Why I started making jewelry

In November of 2019, my best friend since first grade, Laura, and I went to Washington D.C. for a girls' trip. Both of us at the time felt a little tired of the routine we had fallen into with our careers of almost thirty years. Laura is a successful audiologist and I am a former high school English teacher. Although we were proud of our accomplishments in these careers, we longed for something new, so she began to pursue a new career in court reporting, and I still didn't know what I wanted to do...

We spent the days in DC together talking about this possibility of re-inventing ourselves in our fifties to enjoy a completely new beginning in a new and thrilling career. This idea that we called our "Second Act" was the shot in the arm of hope for our future, a new beginning, but what did I want to do?

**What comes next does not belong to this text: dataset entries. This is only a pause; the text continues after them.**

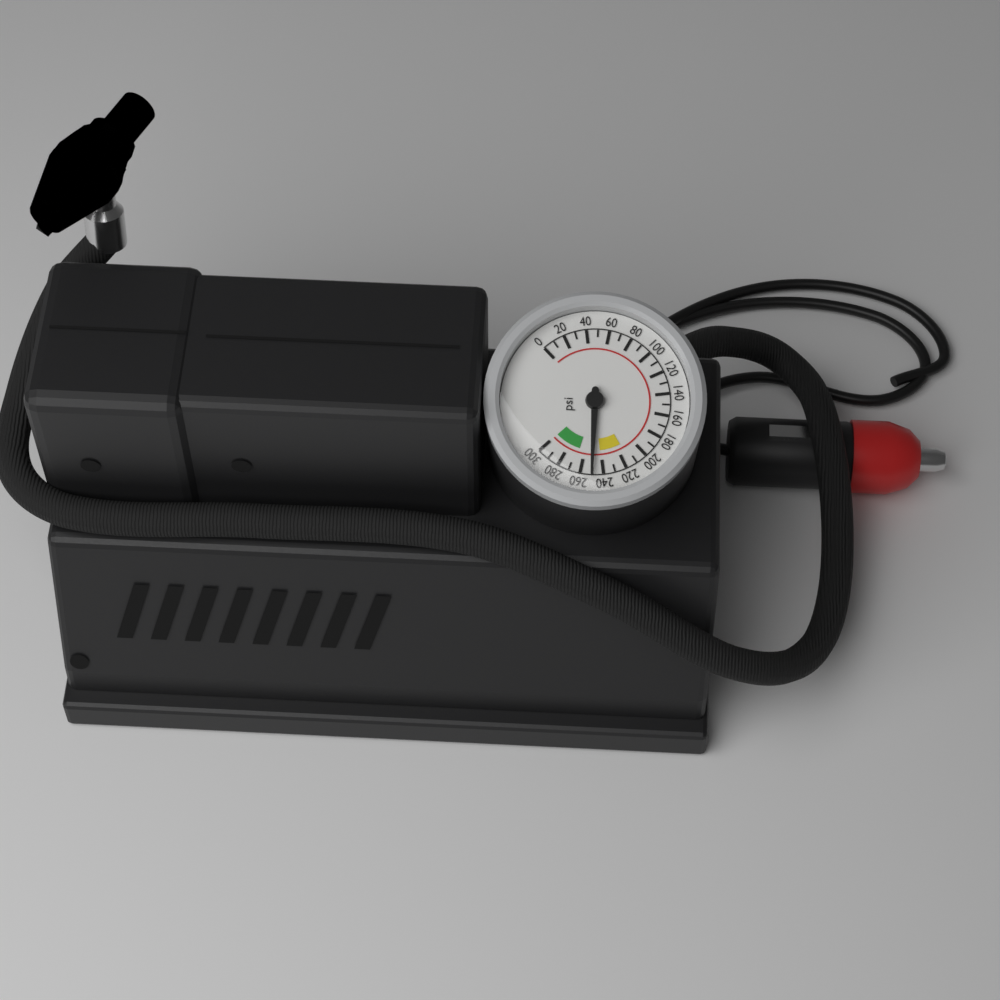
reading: 250 psi
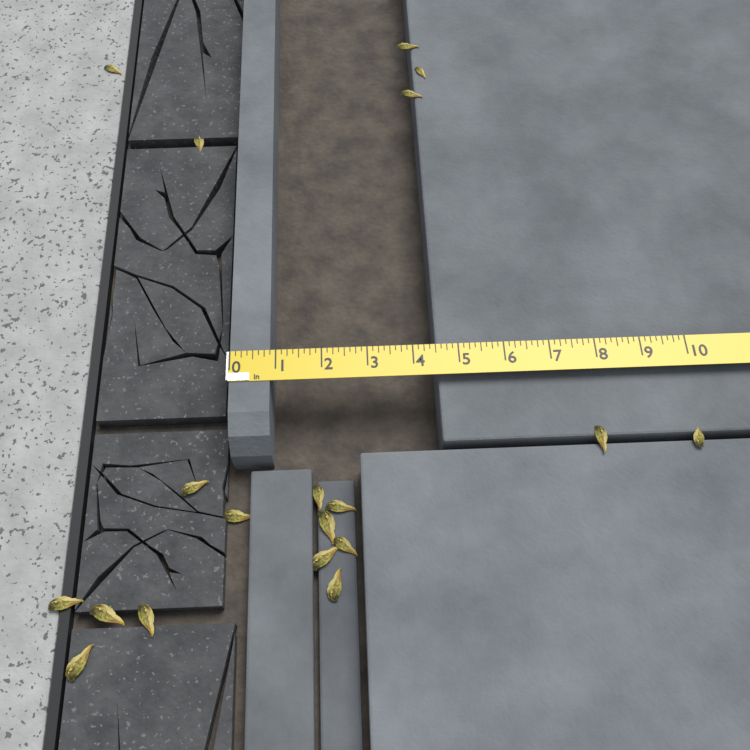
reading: 0.875 in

It wasn't until COVID happened that I realized maybe it was indeed time for me to leave the teaching profession since it now required teachers to be very adept at technology, but I still had no idea what I wanted my second act to be...

Where I learned to create jewelry

August 2020 arrived, and it was time for Texas teachers and students to return to school, so feeling a little bummed because I had retired and left that part of my life behind, I decided to revisit a love for jewelry making that I had started 7 years ago and abandoned to focus on teaching. I took a class with a wonderful old man named Renato. I lovingly now refer to him as "The Master" because I feel like I learned so much from him in the two weeks that I spent in his jewelry class.

When I began the class, I really was just taking it to relieve my depression over leaving teaching, but as I started to work on beginning skills and talk to this outstanding young man named Matthew who was the only other student in the class, my enthusiasm began to grow. Matthew had so much energy and dreams/goals for his future as a jewelry designer, that I had a small epiphany. Why can't I become a jewelry designer as well? I had just signed up for the class thinking it was a hobby, but Matthew kept talking about having his own brand someday, and Renato kept mentioning  how most of his former students went on to become successful jewelry designers and metal smiths, so sitting there listening to this, my inner voice nervously said, "You need to up your game!"

Now I'm inspired and ready to try!

That is when I went home and dug out of a dust covered drawer in the garage my seven year old jeweler's torch that had not ever been used and said to my husband, John, "I need your help with this torch because I'm afraid to use it." I was really intimidated at that time to use a torch without help!

Thus began a new adventure for John and myself! He really became interested as well, and I taught him all of the skills that I was learning from Renato. We work so well together because my creative talents and design ideas combined with his engineering and mathematical skills work together to create the perfect combination. I like to think that we are the Andrew and Louise (from "At the Bench") of Texas, only on a much smaller scale!

As a team, John and I have come so far at this point, and I really look forward to a successful second act as a jewelry designer and metal smith. Maybe my husband has inadvertently found his second act as well!